Wednesday, July 16, 2008

Lecturing

My teaching evaluations are in, and they are the highest scores I've ever received. They are high enough, in fact, to give me a moment of doubt and pause. I harbour certain suspicions about "popular" professors for the same reason I'm suspicious about popular restaurants: the customers may be lined up at the door, but the dodgy-looking place around the corner is usually much better.

Lately I've found myself thinking about the bad lecturers I had, the ones whose course evaluations say that they are "brilliant, but can't teach", as if any given undergraduate is qualified to be the final arbiter of either of those distinctions. One bad lecturer who made an enormous impression on me was a shambling calamity of an English professor, a woman whose daily shuffle to the classroom left marked and half-marked student essays strewn in her wake – they tumbled from the overstuffed plastic bags she carried everywhere she went. Once, while discussing an assignment with her in her office — imagine the interior of an antiquarian bookshop after a sizeable earthquake and you have some sense of the place — I heard a piteous ringing from beneath the rubble. She regarded me rather blankly and said, "Can you help me find my phone?" I've met professors who consciously pantomime a sort of absent-minded shtick, but this one was the real deal. Sitting in one of her lectures was like listening to someone talking in his sleep. Barely audible, only vaguely aware of the presence of others, she lectured in fits and starts. I recall thinking resentfully that we were watching a woman working out her own anxieties about the literature on the spot. How I hated her class. What I wanted was a bill of facts suitable for regurgitation on the final exam and thankfully there were plenty of "good" professors willing to oblige.

Judging from what I read about pedagogy, the modern "good" professor mounts a weekly multimedia extravaganza designed to compete with the lure of the wireless web, gives lectures organized around PowerPoint slides that are distributed on paper ahead of time, makes frequent, precisely-calculated pop-culture references engineered to get a laugh, in short, does everything and anything necessary to seize the attention of students for whom the promise of electronic amusement is only a click away. And so dutifully the students transfer their professor's lecture notes into their lecture notes (the notes pass through the brains of neither), make some effort to memorize them for the final, and then forget about them forever. We call this process "excellence in teaching" and reward it.

As time has passed, I've begun to realize that when I was my students' age it simply never occurred to me that there might be a disjuncture between what I liked and what I needed. In the geocentric universe I inhabited at age twenty, I sought nothing more than the maximum possible gratification for the least possible effort. I never considered that there was something to be said for groping my way through the wilderness of an intellectual's verbalization of an ongoing thought process, as opposed to the unthinking passivity of taking notes from PowerPoint (or, in those days, an overhead) presentation read by a scholar reduced to being an academic clerk. It never occurred to me that if it's hard it's because it's supposed to be; never occurred to me that the brain is like the bicep and that it won't grow unless you progressively overload it; and certainly it never occurred to me that getting smarter and not just getting through it is the goal of an education. Looking back, from the distance of eighteen (!) years, and having myself spent a great deal of time occupying the high ground on the far side of the podium, I wish that I could once again sit in my hated English professor's class, for I am certain that there is a great deal that I missed the first time around, and the fault was mine, not hers.

Well, I may not be an intellectual, but it is within the compass of meager abilities to pitch that ball higher and harder, and I intend to do so. I am resolved that to do otherwise is to do the one thing that no teacher should ever do – condescend to students. I don't know what students are getting from some of the biweekly edutainment recitals that I see them attending now, but more and more I'm of the opinion that calling it "learning" is like calling it "traveling" when you take a ride at Disneyworld.

4 comments:

Graham Broad said...

The image is of Jan Kanty (St. John Cantius), d. 1473, patron saint of teachers, among other things. He did all three of his degrees at the same institution, too.

Graham Broad said...

Alison informs me that the "can you find my phone" incident happened to her, in fact, and not to me. I have no doubt this is true. We had the same professor and such is the nature of our long friendship that sometimes the express details of our pasts are so intertwined as to blur the boundaries between them. For instance, there is the time that my brother Colin and I devised elaborate easter-egg hunting rituals, while Alison began dating my wife when they met in grad school. It's all very complicated.

Alison Hunter said...

But Graham, what is worse? The friend who forgets which experiences are his because of a long-standing frienship, or the friend who shamelessly tells her friend's humerous anecdotes as her own to gain leverage in social situations?

I'm not saying I DO that. I'm just asking. You know. Hypothetically.

Alison Hunter said...

That spelling mistake I made in my comment is HORRIFIC. So sorry. In the future, when I retell this story, it will be YOUR spelling mistake.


• **Work to complete**: Quote the lines of the data below verbatim, beginning at the line that contains "UI element localization: list" and ending at the last line, both included, and excluding pictures.

• **Source material**:

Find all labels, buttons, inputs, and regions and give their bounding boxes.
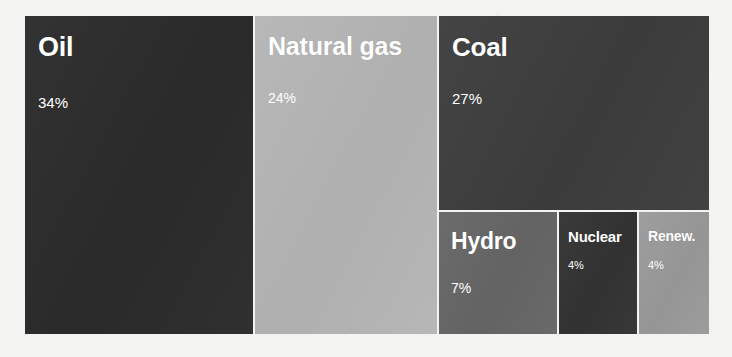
treemap-tile-renewables[interactable]: Renew. 4% bbox=[639, 212, 709, 334]
treemap-tile-natural-gas[interactable]: Natural gas 24% bbox=[255, 16, 437, 334]
treemap-tile-value-oil: 34% bbox=[38, 94, 68, 111]
treemap-tile-label-hydro: Hydro bbox=[451, 228, 516, 255]
treemap-tile-label-natural-gas: Natural gas bbox=[268, 32, 402, 61]
treemap-tile-nuclear[interactable]: Nuclear 4% bbox=[559, 212, 637, 334]
treemap-chart: Oil 34% Natural gas 24% Coal 27% Hydro 7… bbox=[25, 16, 709, 334]
treemap-tile-value-natural-gas: 24% bbox=[268, 90, 296, 106]
treemap-tile-value-coal: 27% bbox=[452, 90, 482, 107]
treemap-tile-label-renewables: Renew. bbox=[648, 228, 695, 244]
treemap-tile-value-hydro: 7% bbox=[451, 280, 471, 296]
treemap-tile-hydro[interactable]: Hydro 7% bbox=[439, 212, 557, 334]
treemap-tile-label-nuclear: Nuclear bbox=[568, 228, 622, 245]
treemap-tile-oil[interactable]: Oil 34% bbox=[25, 16, 253, 334]
treemap-tile-value-nuclear: 4% bbox=[568, 259, 584, 271]
treemap-tile-label-coal: Coal bbox=[452, 32, 508, 63]
treemap-tile-label-oil: Oil bbox=[38, 32, 73, 63]
treemap-tile-coal[interactable]: Coal 27% bbox=[439, 16, 709, 210]
treemap-tile-value-renewables: 4% bbox=[648, 259, 664, 271]
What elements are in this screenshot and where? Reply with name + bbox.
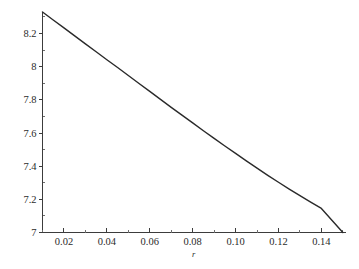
y-tick-label: 8	[31, 61, 36, 72]
x-tick-label: 0.14	[312, 236, 331, 247]
data-curve	[43, 12, 343, 233]
x-tick-label: 0.10	[226, 236, 244, 247]
y-tick-label: 7.6	[23, 128, 36, 139]
x-tick-label: 0.08	[183, 236, 201, 247]
x-axis-title: r	[192, 249, 196, 259]
y-tick-label: 7.4	[23, 161, 37, 172]
x-axis-tick-labels: 0.020.040.060.080.100.120.14	[55, 236, 332, 247]
tick-marks	[39, 17, 343, 233]
plot-figure: 0.020.040.060.080.100.120.14 77.27.47.67…	[0, 0, 359, 269]
series-line-curve	[43, 12, 343, 233]
x-tick-label: 0.04	[98, 236, 117, 247]
y-tick-label: 7.8	[23, 94, 36, 105]
plot-canvas: 0.020.040.060.080.100.120.14 77.27.47.67…	[0, 0, 359, 269]
x-axis-title-text: r	[192, 249, 196, 259]
x-tick-label: 0.06	[141, 236, 159, 247]
y-tick-label: 7	[31, 227, 36, 238]
x-tick-label: 0.12	[269, 236, 287, 247]
x-tick-label: 0.02	[55, 236, 73, 247]
y-tick-label: 7.2	[23, 194, 36, 205]
y-tick-label: 8.2	[23, 28, 36, 39]
y-axis-tick-labels: 77.27.47.67.888.2	[23, 28, 37, 238]
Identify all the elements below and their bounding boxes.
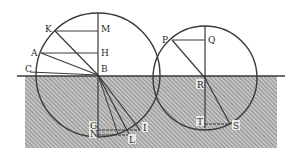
label-M: M — [101, 24, 110, 34]
label-P: P — [162, 35, 168, 45]
refraction-diagram: K M A H C B G N I L P Q R T S — [0, 0, 300, 166]
label-K: K — [45, 24, 52, 34]
label-C: C — [25, 64, 32, 74]
label-L: L — [129, 135, 135, 145]
label-H: H — [101, 48, 109, 58]
label-N: N — [90, 129, 98, 139]
label-I: I — [143, 123, 147, 133]
label-A: A — [30, 48, 38, 58]
label-B: B — [101, 64, 108, 74]
label-S: S — [233, 121, 239, 131]
water-region — [25, 76, 277, 148]
ray-AB — [41, 53, 98, 75]
label-Q: Q — [208, 35, 215, 45]
ray-CB — [30, 72, 98, 75]
label-R: R — [197, 80, 204, 90]
label-T: T — [197, 117, 203, 127]
ray-PR — [172, 40, 205, 78]
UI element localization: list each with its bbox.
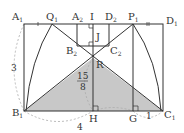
label-D1: D1: [166, 15, 178, 27]
right-angle-i: [89, 24, 93, 28]
label-D2: D2: [105, 11, 117, 23]
label-R: R: [96, 59, 104, 70]
label-H: H: [89, 113, 98, 124]
label-I: I: [90, 11, 94, 22]
right-angle-j: [89, 42, 93, 46]
label-C2: C2: [110, 45, 122, 57]
label-B1: B1: [12, 107, 23, 119]
geometry-figure: A1 Q1 A2 I D2 P1 D1 J B2 C2 R B1 H G C1 …: [0, 0, 184, 133]
arc-bottom-dashed: [24, 111, 93, 122]
label-G: G: [129, 113, 137, 124]
measure-gc1: 1: [146, 111, 152, 121]
label-A1: A1: [11, 11, 23, 23]
measure-bottom: 4: [77, 122, 83, 132]
label-Q1: Q1: [46, 11, 58, 23]
measure-left: 3: [11, 63, 17, 73]
measure-rh-num: 15: [77, 71, 89, 81]
label-J: J: [95, 31, 100, 42]
label-A2: A2: [71, 11, 83, 23]
label-B2: B2: [66, 45, 77, 57]
label-C1: C1: [164, 109, 175, 121]
measure-rh-den: 8: [80, 82, 86, 92]
label-P1: P1: [128, 11, 139, 23]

• **Exercise response**:
UI element localization: list each with its bbox.
label-D1: D1: [166, 15, 178, 27]
right-angle-i: [89, 24, 93, 28]
label-D2: D2: [105, 11, 117, 23]
label-R: R: [96, 59, 104, 70]
label-H: H: [89, 113, 98, 124]
label-I: I: [90, 11, 94, 22]
right-angle-j: [89, 42, 93, 46]
label-C2: C2: [110, 45, 122, 57]
label-B1: B1: [12, 107, 23, 119]
geometry-figure: A1 Q1 A2 I D2 P1 D1 J B2 C2 R B1 H G C1 …: [0, 0, 184, 133]
arc-bottom-dashed: [24, 111, 93, 122]
label-G: G: [129, 113, 137, 124]
measure-gc1: 1: [146, 111, 152, 121]
label-A1: A1: [11, 11, 23, 23]
measure-bottom: 4: [77, 122, 83, 132]
label-Q1: Q1: [46, 11, 58, 23]
measure-left: 3: [11, 63, 17, 73]
measure-rh-num: 15: [77, 71, 89, 81]
label-J: J: [95, 31, 100, 42]
label-A2: A2: [71, 11, 83, 23]
label-B2: B2: [66, 45, 77, 57]
label-C1: C1: [164, 109, 175, 121]
measure-rh-den: 8: [80, 82, 86, 92]
label-P1: P1: [128, 11, 139, 23]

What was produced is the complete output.